Series edited by , Edited by (University College Dublin)
  • Formaat: Hardback, 286 pages, kõrgus x laius x paksus: 244x170x17 mm, kaal: 662 g, 29 Illustrations, color; 3 Halftones, black and white
  • Sari: Mediated Cities
  • Ilmumisaeg: 21-Jan-2022
  • Kirjastus: Intellect Books
  • ISBN-10: 1789384648
  • ISBN-13: 9781789384642
Teised raamatud teemal:
  • Formaat: Hardback, 286 pages, kõrgus x laius x paksus: 244x170x17 mm, kaal: 662 g, 29 Illustrations, color; 3 Halftones, black and white
  • Sari: Mediated Cities
  • Ilmumisaeg: 21-Jan-2022
  • Kirjastus: Intellect Books
  • ISBN-10: 1789384648
  • ISBN-13: 9781789384642
Teised raamatud teemal:
This collection considers the city of the future and its relationship to its citizens. It responds to the foregrounding of digital technologies in the management of urban spaces, and addresses some of the ways in which technologies are changing the places in which we live and the way we live in them.





A broad range of interdisciplinary contributors reflect on the global agenda of smart cities, the ruptures in smart discourse and the spaces where we might envisage a more user-friendly and bottom-up version of the smart future. The authors adopt an equality studies lens to assess how we might conceive of a future smart city and what fissures need to be addressed to ensure the smart future is equitable. In the project of envisaging this, they consider various approaches and arguments for equality in the imagined future city, putting people at the forefront of our discussions, rather than technologies.





In the smart discourse, hard data, technological solutions, global and national policy and macro issues tend to dominate. Here, the authors include ethnographic evidence, rather than rely on the perspective of the smart technologies experts, so that the arena for meaningful social development of the smart future can develop.





The international contributors respond purposefully to the smart imperative, to the disruptive potential of smart technologies in our cities: issues of change, design, austerity, ownership, citizenship and equality. The collection examines the pull between equality and engagement in smart futures. To date, the topic of smart cities has been approached from the perspective of digital media, human geography and information communications technology. This collection, however, presents a different angle. It seeks to open new discussions about what a smart future could do to bridge divides, to look at governmentality in the context of (in)equality in the city. The collection is an approachable discussion of the issues that surround smart digital futures and the imagined digital cities of the future. It is aspirational in that it seeks to imagine a truly egalitarian city of the future and to ponder how that might come about.

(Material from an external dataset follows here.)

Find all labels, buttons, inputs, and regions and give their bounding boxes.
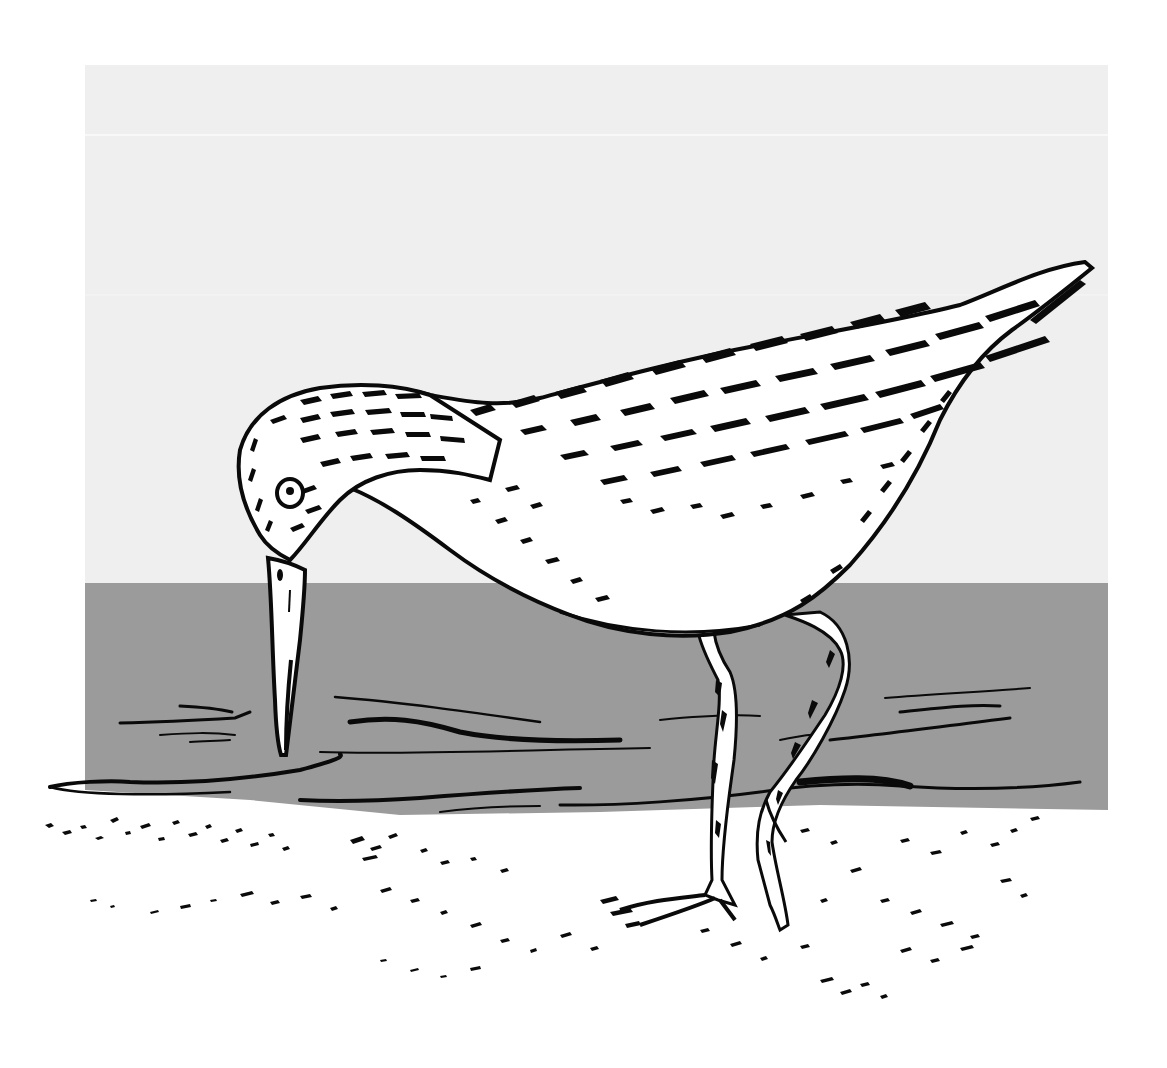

Primary readership will be academics and students in social science, architecture, urban planning, government employees, and those working or studying in social justice and equality studies

Arvustused

'One of the strengths of this book is that its authors bridge familiar planning and broader urban studies theory with the contemporary challenges of new technology deployment. This bridging helps ground our engagement with the complexity of new technologies in our long-standing obligation to equitably evaluate how new changes in communities will affect all of our residents.





Planners reading this book will gain insight into how we might engage our residents in civic conversations about new technology adoption. [ ...] Individually and collectively, these chapters will help planners think more critically about the challenges and opportunities new technologies bring before we implement them. Equality in the City has many chapters that could be used in planning theory classes, allowing learners to see how the planning and urbanism theories that have long informed our practice also shed important light on new trends.' -- Pamela Robinson, Journal of the American Planning Association

List of Figures
ix
Acknowledgements xi
Introduction 1(14)
Susan Flynn
SECTION 1 URBAN CRISIS
15(90)
1 Locked Down in the Neo-Liberal Smart City: A-Systemic Technologies in Crisis
17(22)
Eleanor Dare
2 If (Equality)
39(19)
Delfina Fantini van Ditmar
3 Reading Lefebvre's Right to the City in the Age of the Internet
58(21)
Alan Reeve
4 Universities, Equality and the Neo-Liberal City
79(26)
Richard Hayes
SECTION 2 CITY DESIGN
105(90)
5 Universal Smart City Design
107(20)
Eoghan Conor O'Shea
6 The Design and Public Imaginaries of Smart Street Furniture
127(22)
Justine Humphry
Sophia Maalsen
Justine Gangneux
Chris Chesher
Matt Hanchard
Simon Joss
Peter Merrington
Bridgette Wessels
7 Co-Creating Place and Creativity Through Media Architecture: The InstaBooth
149(21)
Glenda Caldwell
8 Narratives, Inequalities and Civic Participation: A Case for More-Than-TechnologicaP Approaches to Smart City Development
170(25)
Carla Maria Kayanan
Niamh Moore-Cherry
Alma Clavin
SECTION 3 SPATIAL HUMANISM
195(72)
9 Building Participatory City 2.0: Folksonomy, Taxonomy, Hyperhumanism
197(23)
Carl Smith
Fred Garnett
Manuel Laranja
10 Psychogeography: Reimagining and Re-Enchanting the Smart City
220(40)
Adrian Sledmere
11 Afterword: Decentring the Smart City
260(7)
Rob Kitchin
Contributors 267
Dr. Susan Flynn is a lecturer at the School of Education and Lifelong Learning at Waterford Institute of Technology, Ireland.